April 11, 2023

Mifepristone

“A U.S. judge in Texas on Friday suspended the two-decade-old approval of the abortion pill mifepristone while a legal challenge proceeds… The case was brought by four anti-abortion groups headed by the recently formed Alliance for Hippocratic Medicine and four anti-abortion doctors who sued the FDA in November. They contend the agency used an improper process when it approved mifepristone in 2000 and did not adequately consider the drug's safety when used by girls under age 18 to terminate a pregnancy.” Reuters

Many on both sides are skeptical of the legal reasoning behind the decision:

“Judge Kacsmaryk’s reasoning, if it can be called that, appears more rooted in ideology than in law… [The opinion] seizes on dubious studies by antiabortion activists to declare that the FDA has ignored the safety risks of what they claim is a manifestly unsafe medication. Really, the opposite is true. The FDA regulates mifepristone with a special framework of restrictions reserved for only 60 drugs in the country, and through multiple reviews it has determined that the pill is, indeed, very safe to use — with complications occurring in fewer than 1 percent of cases… 

“Supporters of the Supreme Court’s decision in Dobbs v. Jackson Women’s Health Organization to overturn Roe v. Wade claimed the ruling merely put the abortion question in the hands of individual states. So much for that. Judge Kacsmaryk’s decision marks the first time a court has dictated a drug be removed from the market over the FDA’s objection. If it stands, women won’t be able to choose to have medication abortions, and states won’t have the right to let them.”

Editorial Board, Washington Post

“[Kacsmaryk’s] legal mistake is overstepping his authority as a judge to conduct his own review of the abortion drug’s risks and benefits. Congress has delegated such technical questions to regulatory agencies. It’s not the role of judges to redo an agency analysis… 

“But Democrats don’t seem bothered when liberal judges do this to invalidate environmental reviews on fossil-fuel projects. And they cheered when federal Judge Thomas Rice, an Obama appointee, on Friday disagreed with the FDA’s safety restrictions on mifepristone… Abortion policy should be set by the people and their representatives, not by judges. If higher courts overrule Judge Kacsmaryk on appeal, this will likely be the reason. And let’s see if the legal eagles on the left give them due credit for intellectual consistency.”

Editorial Board, Wall Street Journal

Other opinions below.

See past issues

From the Right

From the Left

“Perhaps most disturbingly, Kacsmyrak's order invokes the long-dormant Comstock Act, used copiously in the Victorian era to prevent people from mailing information about birth control, among other things. The Comstock Act originally banned the mailing of ‘lewd’ writings, contraceptives, and any ‘instrument, substance, drug, medicine, or thing’ that could trigger an abortion, though Congress struck the reference to contraceptives from the law in the 1970s… 

“If upheld, Kacsmaryk's order would not only undo a number of recent FDA decisions with regard to the mailing of mifepristone but could pave the way for a Comstock Act enforcement revival.”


Scan the entries below. Return every line that includes "bounding".

Records |
^^^^^^^^^^^^^^^^

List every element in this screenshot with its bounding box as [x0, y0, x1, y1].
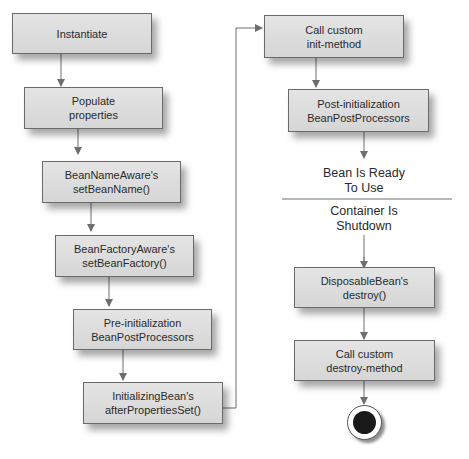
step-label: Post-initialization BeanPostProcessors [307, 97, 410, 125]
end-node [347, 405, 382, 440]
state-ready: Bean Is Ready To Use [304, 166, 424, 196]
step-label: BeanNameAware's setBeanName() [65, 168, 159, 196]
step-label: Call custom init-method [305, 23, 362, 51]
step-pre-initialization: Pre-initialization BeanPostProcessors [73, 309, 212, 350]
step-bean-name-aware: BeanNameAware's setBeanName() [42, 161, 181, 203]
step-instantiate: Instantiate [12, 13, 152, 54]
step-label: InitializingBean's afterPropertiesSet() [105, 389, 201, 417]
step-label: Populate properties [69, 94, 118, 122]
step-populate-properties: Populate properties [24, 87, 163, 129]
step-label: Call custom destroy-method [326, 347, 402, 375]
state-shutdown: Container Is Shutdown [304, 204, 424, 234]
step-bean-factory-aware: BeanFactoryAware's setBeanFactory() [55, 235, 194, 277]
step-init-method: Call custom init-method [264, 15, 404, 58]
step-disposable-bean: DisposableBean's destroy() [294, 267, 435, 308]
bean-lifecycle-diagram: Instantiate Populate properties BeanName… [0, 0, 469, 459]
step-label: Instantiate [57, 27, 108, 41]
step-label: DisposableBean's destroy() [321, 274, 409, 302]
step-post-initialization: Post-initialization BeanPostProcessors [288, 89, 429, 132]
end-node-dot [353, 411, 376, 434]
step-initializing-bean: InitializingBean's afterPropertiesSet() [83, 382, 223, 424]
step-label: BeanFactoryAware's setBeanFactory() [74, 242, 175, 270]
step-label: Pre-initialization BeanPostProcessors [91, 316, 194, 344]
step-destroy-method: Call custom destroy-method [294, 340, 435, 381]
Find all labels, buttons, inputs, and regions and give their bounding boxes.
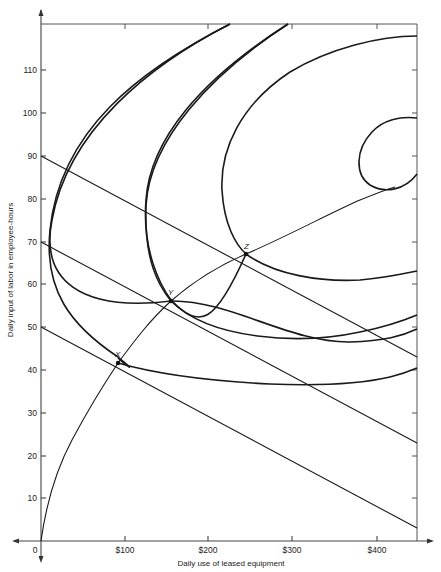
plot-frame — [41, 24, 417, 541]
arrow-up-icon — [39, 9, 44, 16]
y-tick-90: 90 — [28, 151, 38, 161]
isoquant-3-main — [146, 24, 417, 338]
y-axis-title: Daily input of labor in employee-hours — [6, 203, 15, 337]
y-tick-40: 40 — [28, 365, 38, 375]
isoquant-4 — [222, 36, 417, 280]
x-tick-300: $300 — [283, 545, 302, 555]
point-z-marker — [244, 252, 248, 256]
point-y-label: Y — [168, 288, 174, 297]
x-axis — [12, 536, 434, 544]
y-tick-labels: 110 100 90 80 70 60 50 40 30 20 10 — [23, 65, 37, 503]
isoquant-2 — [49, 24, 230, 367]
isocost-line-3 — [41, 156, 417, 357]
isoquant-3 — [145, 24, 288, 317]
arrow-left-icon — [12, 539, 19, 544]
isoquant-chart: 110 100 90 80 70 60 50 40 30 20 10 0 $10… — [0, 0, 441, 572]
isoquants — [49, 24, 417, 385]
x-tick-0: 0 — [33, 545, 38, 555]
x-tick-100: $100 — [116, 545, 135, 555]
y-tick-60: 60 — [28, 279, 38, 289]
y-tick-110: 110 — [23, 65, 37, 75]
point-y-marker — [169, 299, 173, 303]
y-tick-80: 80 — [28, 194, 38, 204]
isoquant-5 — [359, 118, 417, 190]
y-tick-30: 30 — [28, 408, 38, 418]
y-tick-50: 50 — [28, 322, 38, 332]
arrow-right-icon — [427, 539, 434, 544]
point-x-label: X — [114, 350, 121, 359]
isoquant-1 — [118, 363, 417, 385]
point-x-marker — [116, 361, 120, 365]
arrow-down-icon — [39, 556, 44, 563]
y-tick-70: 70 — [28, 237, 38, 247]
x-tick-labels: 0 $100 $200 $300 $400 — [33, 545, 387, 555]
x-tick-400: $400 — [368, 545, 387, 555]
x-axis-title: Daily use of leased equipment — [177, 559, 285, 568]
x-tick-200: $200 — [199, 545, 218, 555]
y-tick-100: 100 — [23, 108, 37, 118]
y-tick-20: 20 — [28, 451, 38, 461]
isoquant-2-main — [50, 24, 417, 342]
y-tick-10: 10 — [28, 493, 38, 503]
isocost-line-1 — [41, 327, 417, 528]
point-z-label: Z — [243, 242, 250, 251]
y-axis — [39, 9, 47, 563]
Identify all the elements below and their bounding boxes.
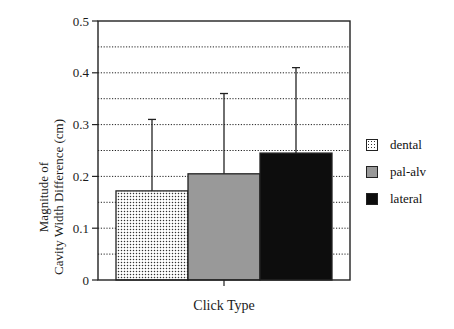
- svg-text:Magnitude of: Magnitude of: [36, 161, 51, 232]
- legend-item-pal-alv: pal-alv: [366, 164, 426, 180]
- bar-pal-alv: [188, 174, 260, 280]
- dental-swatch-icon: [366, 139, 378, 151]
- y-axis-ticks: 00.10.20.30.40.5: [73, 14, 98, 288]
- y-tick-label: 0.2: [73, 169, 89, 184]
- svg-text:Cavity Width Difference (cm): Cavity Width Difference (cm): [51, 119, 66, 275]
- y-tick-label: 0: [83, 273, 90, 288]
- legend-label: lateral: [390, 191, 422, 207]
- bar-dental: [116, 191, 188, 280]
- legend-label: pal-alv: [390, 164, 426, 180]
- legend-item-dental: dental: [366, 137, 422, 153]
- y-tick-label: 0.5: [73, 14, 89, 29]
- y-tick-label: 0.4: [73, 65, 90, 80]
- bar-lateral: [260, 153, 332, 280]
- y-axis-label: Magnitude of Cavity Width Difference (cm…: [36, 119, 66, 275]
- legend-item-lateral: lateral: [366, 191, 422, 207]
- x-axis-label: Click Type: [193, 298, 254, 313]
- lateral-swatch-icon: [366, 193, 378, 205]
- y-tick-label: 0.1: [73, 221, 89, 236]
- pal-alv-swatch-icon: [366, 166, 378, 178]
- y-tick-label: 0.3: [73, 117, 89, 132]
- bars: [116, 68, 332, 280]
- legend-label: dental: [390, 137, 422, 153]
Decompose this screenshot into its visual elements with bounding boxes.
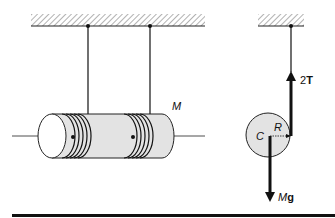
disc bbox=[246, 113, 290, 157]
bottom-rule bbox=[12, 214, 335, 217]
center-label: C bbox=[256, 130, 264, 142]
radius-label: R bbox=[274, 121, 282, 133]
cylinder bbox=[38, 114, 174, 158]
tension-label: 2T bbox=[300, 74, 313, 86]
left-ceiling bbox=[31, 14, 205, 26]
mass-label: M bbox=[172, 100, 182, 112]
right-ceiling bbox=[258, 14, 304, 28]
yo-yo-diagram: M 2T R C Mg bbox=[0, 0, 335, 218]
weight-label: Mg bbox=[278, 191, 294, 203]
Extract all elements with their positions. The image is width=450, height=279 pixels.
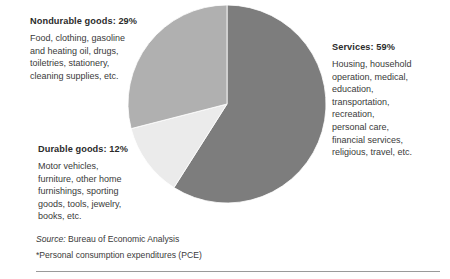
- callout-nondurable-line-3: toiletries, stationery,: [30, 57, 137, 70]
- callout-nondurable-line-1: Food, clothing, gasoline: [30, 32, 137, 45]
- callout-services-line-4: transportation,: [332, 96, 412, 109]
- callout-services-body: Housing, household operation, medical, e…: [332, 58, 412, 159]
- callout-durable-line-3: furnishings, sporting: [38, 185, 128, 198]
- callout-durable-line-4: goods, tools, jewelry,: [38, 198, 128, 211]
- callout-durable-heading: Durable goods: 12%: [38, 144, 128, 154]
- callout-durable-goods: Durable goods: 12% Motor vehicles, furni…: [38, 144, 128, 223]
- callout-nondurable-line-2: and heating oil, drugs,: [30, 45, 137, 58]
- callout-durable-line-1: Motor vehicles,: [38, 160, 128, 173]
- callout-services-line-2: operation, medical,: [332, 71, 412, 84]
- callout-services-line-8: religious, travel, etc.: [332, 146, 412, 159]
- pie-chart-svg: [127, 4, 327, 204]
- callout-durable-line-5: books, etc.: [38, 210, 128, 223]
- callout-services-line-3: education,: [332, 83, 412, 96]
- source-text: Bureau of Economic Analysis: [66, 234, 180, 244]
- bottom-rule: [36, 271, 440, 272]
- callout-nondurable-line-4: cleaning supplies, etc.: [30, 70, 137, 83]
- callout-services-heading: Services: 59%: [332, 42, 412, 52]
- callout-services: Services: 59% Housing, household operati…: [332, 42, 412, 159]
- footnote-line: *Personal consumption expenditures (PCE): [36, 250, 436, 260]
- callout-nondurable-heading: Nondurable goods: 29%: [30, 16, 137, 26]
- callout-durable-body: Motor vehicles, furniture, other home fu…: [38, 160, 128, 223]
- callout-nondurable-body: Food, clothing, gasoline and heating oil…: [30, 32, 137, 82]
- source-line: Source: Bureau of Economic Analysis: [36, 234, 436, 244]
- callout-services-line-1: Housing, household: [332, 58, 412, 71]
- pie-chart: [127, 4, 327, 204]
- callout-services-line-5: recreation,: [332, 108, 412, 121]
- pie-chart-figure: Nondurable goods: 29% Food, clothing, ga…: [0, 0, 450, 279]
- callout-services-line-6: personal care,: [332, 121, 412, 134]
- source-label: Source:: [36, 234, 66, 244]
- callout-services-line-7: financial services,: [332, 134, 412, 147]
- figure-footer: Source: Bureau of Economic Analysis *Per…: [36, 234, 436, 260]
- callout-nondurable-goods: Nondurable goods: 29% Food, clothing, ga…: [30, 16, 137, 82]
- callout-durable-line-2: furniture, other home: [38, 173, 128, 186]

^^^^^^^^^^^^^^^^

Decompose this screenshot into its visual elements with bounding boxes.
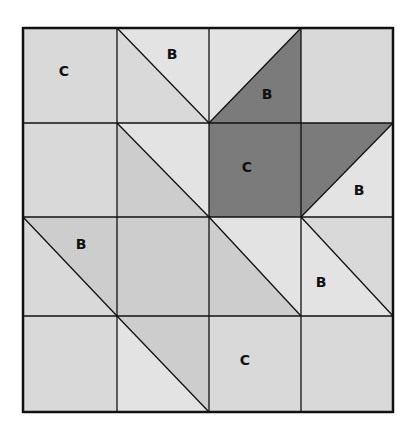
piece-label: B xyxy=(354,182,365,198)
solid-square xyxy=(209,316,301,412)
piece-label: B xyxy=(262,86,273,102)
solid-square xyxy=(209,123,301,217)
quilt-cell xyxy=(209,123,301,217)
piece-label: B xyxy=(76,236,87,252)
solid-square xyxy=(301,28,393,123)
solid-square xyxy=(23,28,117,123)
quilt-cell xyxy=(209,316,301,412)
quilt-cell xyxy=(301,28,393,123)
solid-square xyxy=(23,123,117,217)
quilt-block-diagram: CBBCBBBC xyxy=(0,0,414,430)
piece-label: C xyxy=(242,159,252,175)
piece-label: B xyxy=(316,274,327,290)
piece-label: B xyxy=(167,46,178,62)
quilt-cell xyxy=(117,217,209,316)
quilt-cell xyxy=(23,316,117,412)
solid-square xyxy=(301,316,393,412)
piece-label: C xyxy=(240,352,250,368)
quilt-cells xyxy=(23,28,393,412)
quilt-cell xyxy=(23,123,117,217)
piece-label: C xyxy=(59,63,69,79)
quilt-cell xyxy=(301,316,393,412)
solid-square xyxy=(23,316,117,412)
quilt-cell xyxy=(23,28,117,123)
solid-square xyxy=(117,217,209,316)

^^^^^^^^^^^^^^^^

Answer section |
List every element in this screenshot with its bounding box as [x0, y0, x1, y1].
Find all labels, buttons, inputs, and regions and give their bounding boxes.
Identify all the elements below and their bounding boxes.
Decompose this screenshot into its visual elements with bounding boxes.
Decompose this screenshot into its visual elements with bounding boxes.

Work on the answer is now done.